Monday, April 15, 2013

ABOLD ESSENCE


 In the late 1990's and early  2000's Rod started making wine. His teacher was a good friend he worked with at United Airlines, Nick Borg, who is from Malta and whose family have been winemakers for centuries.  The first season Rod chose Barbera grapes and got them from an old vineyard near The University of California at Davis which is an agricultural school.  A thousand pounds of grapes makes about 70-80 gallons of wine enough to fill a big oak barrel or a couple of smaller ones.  Barrels run 15, 30, and 60 gallons.  Barbera grapes are piquant think of pomegranates and are native to northern Italy.  Year two and three Rod made Cabernet and this is the wine we served at my daughter Robin's wedding in 2004.

This water color I did in 1977 reminded me of the way Barbara Streisand looked in A Star Is Born so when Rod made the Barbera wine I couldn't help but think this would make a good label for his wine even if it was only me who was in on the joke.  Abold Essence is an obvious play on our name and how good we thought the wine was.  Abold Essence, you'll only find it on our shelves.

Sunday, April 7, 2013

DADDY'S PEN

I have my father's fountain pen that he used to pay bills with and write letters with when he was a young man.  He always used blue ink not black.  I used to use it to do my homework in the sixth grade.  I loved the way it wrote so smoothly on my lined school girl paper...I loved to lift the lever on the side and stick the nib in the bottle and draw in the ink to fill the pen.  It is black with a gold cap and the nib is 14k gold.  I don't know how or where he got it.  Was it a graduation present from high school...or a gift he bought himself as a adult?  He kept it in the bottom drawer of the buffet in the dining room and he'd sit at the dining table to do his record keeping.  Later he would have a beautiful desk his sister gave him and he'd sit there to do the work of the day.  It was a Shaeffer made in the USA.

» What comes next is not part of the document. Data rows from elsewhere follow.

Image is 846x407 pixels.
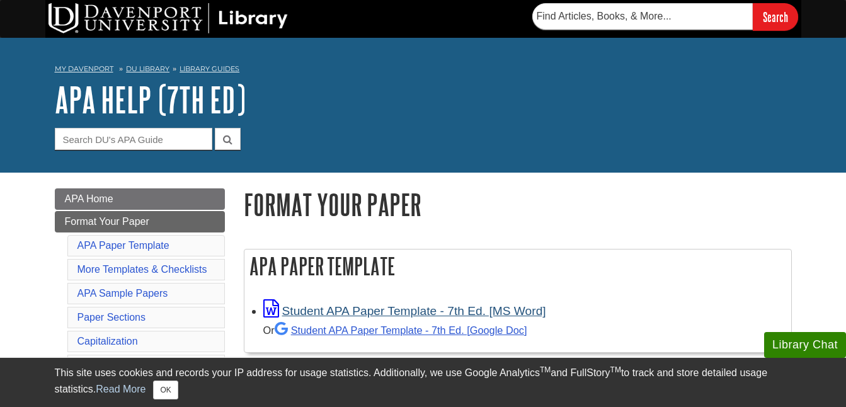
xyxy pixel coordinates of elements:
[275,325,527,336] a: Student APA Paper Template - 7th Ed. [Google Doc]
[49,3,288,33] img: DU Library
[55,211,225,233] a: Format Your Paper
[55,365,792,400] div: This site uses cookies and records your IP address for usage statistics. Additionally, we use Goo...
[55,64,113,74] a: My Davenport
[78,288,168,299] a: APA Sample Papers
[753,3,798,30] input: Search
[153,381,178,400] button: Close
[55,188,225,210] a: APA Home
[263,325,527,336] small: Or
[78,336,138,347] a: Capitalization
[78,312,146,323] a: Paper Sections
[55,60,792,81] nav: breadcrumb
[96,384,146,394] a: Read More
[244,250,791,283] h2: APA Paper Template
[55,128,212,150] input: Search DU's APA Guide
[126,64,170,73] a: DU Library
[180,64,239,73] a: Library Guides
[78,264,207,275] a: More Templates & Checklists
[532,3,798,30] form: Searches DU Library's articles, books, and more
[532,3,753,30] input: Find Articles, Books, & More...
[65,216,149,227] span: Format Your Paper
[263,304,546,318] a: Link opens in new window
[540,365,551,374] sup: TM
[611,365,621,374] sup: TM
[244,188,792,221] h1: Format Your Paper
[55,80,246,119] a: APA Help (7th Ed)
[764,332,846,358] button: Library Chat
[65,193,113,204] span: APA Home
[78,240,170,251] a: APA Paper Template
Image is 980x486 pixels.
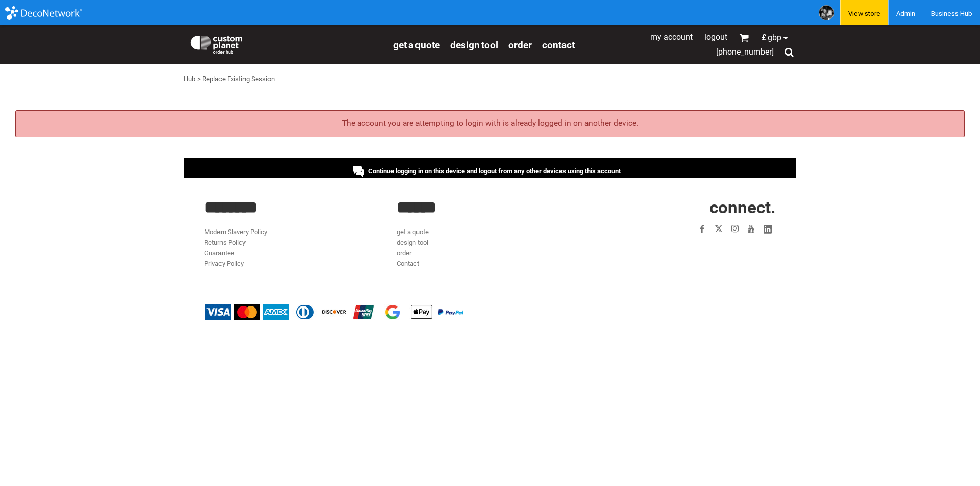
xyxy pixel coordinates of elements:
img: Discover [321,304,347,320]
a: order [397,249,411,257]
img: Custom Planet [189,33,244,54]
span: design tool [450,39,498,51]
div: Replace Existing Session [202,74,275,85]
img: Visa [205,304,231,320]
a: order [508,38,531,50]
img: Mastercard [234,304,259,320]
a: Returns Policy [204,239,245,246]
a: design tool [450,38,498,50]
div: The account you are attempting to login with is already logged in on another device. [15,110,964,137]
span: £ [761,34,768,42]
a: Logout [704,32,727,42]
span: [PHONE_NUMBER] [716,47,774,56]
iframe: Customer reviews powered by Trustpilot [635,243,776,255]
img: PayPal [438,309,463,315]
span: Contact [542,39,575,51]
a: design tool [397,239,428,246]
span: get a quote [393,39,440,51]
img: American Express [263,304,289,320]
a: Contact [397,259,419,267]
h2: CONNECT. [589,199,776,215]
img: Apple Pay [409,304,434,320]
span: Continue logging in on this device and logout from any other devices using this account [368,167,620,175]
span: order [508,39,531,51]
a: Hub [184,75,196,83]
a: Custom Planet [184,28,387,58]
a: Privacy Policy [204,259,244,267]
a: My Account [650,32,693,42]
a: Contact [542,38,575,50]
img: China UnionPay [350,304,376,320]
a: get a quote [397,228,429,235]
a: Guarantee [204,249,234,257]
img: Diners Club [293,304,318,320]
a: get a quote [393,38,440,50]
a: Modern Slavery Policy [204,228,267,235]
span: GBP [768,34,781,42]
div: > [197,74,200,85]
img: Google Pay [380,304,405,320]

When I was in my early thirties I gave him a Cross pen that was gold plated and worked with ink cartridges...modern.  I have that also.  He took it to work with him at Dowty Rotol the British firm he worked for after he retired from United Airlines.  He was a landing gear inspector and someone etched his name on the side...Curt Pearson.  The etching is somewhat faded now so I know he used it every day.  In his early eighties he told me he couldn't find ink cartridges for it anymore so I took it back with me to San Francisco and found a place that had the cartridges and bought five and installed one.  I took it back to Virginia and he was so happy to have his pen again.

After Dad passed I found the Cross pen.  The cartridge was dry.  There were four brand new cartridges in his desk.  I miss him so much.